In theoretical computer science, the term isolation lemma (or isolating lemma) refers to randomized algorithms that reduce the number of solutions to a problem to one, should a solution exist. This is achieved by constructing random constraints such that, with non-negligible probability, exactly one solution satisfies these additional constraints if the solution space is not empty. Isolation lemmas have important applications in computer science, such as the Valiant–Vazirani theorem and Toda's theorem in computational complexity theory.
The first isolation lemma was introduced by Valiant & Vazirani (1986), albeit not under that name. Their isolation lemma chooses a random number of random hyperplanes, and has the property that, with non-negligible probability, the intersection of any fixed non-empty solution space with the chosen hyperplanes contains exactly one element. This suffices to show the Valiant–Vazirani theorem: there exists a randomized polynomial-time reduction from the satisfiability problem for Boolean formulas to the problem of detecting whether a Boolean formula has a unique solution. Mulmuley, Vazirani & Vazirani (1987) introduced an isolation lemma of a slightly different kind: Here every coordinate of the solution space gets assigned a random weight in a certain range of integers, and the property is that, with non-negligible probability, there is exactly one element in the solution space that has minimum weight. This can be used to obtain a randomized parallel algorithm for the maximum matching problem.
Stronger isolation lemmas have been introduced in the literature to fit different needs in various settings. For example, the isolation lemma of Chari, Rohatgi & Srinivasan (1993) has similar guarantees as that of Mulmuley et al., but it uses fewer random bits. In the context of the exponential time hypothesis, Calabro et al. (2008) prove an isolation lemma for k-CNF formulas. Noam Ta-Shma [1] gives an isolation lemma with slightly stronger parameters, and gives non-trivial results even when the size of the weight domain is smaller than the number of variables.
It is remarkable that the lemma assumes nothing about the nature of the family : for instance may include all nonempty subsets.
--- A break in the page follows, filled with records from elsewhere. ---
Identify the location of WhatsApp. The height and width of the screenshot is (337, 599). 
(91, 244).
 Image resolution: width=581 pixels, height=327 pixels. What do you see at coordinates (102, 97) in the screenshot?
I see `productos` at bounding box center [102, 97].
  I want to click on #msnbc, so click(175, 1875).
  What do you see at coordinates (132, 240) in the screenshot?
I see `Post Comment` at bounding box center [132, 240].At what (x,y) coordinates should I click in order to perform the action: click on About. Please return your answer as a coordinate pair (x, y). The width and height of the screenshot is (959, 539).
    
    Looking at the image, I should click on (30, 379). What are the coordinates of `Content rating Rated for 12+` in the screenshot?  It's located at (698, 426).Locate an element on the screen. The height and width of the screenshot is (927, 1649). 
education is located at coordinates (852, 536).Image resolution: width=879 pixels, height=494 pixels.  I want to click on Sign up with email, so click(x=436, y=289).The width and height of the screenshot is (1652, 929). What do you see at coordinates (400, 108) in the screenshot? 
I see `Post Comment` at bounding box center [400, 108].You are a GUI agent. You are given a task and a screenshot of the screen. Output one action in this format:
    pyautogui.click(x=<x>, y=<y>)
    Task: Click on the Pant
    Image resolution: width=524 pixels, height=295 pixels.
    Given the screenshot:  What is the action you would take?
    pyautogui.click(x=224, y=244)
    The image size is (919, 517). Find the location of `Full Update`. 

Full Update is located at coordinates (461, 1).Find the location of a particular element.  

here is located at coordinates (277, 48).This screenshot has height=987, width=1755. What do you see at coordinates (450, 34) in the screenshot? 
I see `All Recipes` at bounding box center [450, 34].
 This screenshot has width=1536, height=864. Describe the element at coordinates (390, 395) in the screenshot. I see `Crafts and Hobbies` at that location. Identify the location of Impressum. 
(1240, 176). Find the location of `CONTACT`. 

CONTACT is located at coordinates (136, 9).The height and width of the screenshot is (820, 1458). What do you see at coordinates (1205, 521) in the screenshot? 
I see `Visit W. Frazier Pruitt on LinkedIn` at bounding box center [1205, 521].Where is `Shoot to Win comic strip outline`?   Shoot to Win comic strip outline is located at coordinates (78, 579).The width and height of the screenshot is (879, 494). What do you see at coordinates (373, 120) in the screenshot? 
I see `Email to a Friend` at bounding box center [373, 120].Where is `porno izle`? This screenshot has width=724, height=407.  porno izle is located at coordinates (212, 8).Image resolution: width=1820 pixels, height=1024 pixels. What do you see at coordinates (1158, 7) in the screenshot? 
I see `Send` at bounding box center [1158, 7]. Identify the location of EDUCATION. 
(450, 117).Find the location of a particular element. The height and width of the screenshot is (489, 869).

Since the weight of each set in is between and on average there will be sets of each possible weight. Still, with high probability, there is a unique set that has minimum weight.
Suppose we have fixed the weights of all elements except an element x. Then x has a threshold weight α, such that if the weight w(x) of x is greater than α, then it is not contained in any minimum-weight subset, and if , then it is contained in some sets of minimum weight. Further, observe that if , then every minimum-weight subset must contain x (since, when we decrease w(x) from α, sets that do not contain x do not decrease in weight, while those that contain x do). Thus, ambiguity about whether a minimum-weight subset contains x or not can happen only when the weight of x is exactly equal to its threshold; in this case we will call x "singular". Now, as the threshold of x was defined only in terms of the weights of the other elements, it is independent of w(x), and therefore, as w(x) is chosen uniformly from {1, …, N},
and the probability that somex is singular is at most n/N. As there is a unique minimum-weight subset iff no element is singular, the lemma follows.
Remark: The lemma holds with (rather than =) since it is possible that some x has no threshold value (i.e., x will not be in any minimum-weight subset even if w(x) gets the minimum possible value, 1).
This is a restatement version of the above proof, due to Joel Spencer (1995). [2]
For any element x in the set, define
Observe that depends only on the weights of elements other than x, and not on w(x) itself. So whatever the value of , as w(x) is chosen uniformly from {1, …, N}, the probability that it is equal to is at most 1/N. Thus the probability that for somex is at most n/N.
Now if there are two sets A and B in with minimum weight, then, taking any x in A\B, we have
and as we have seen, this event happens with probability at most n/N.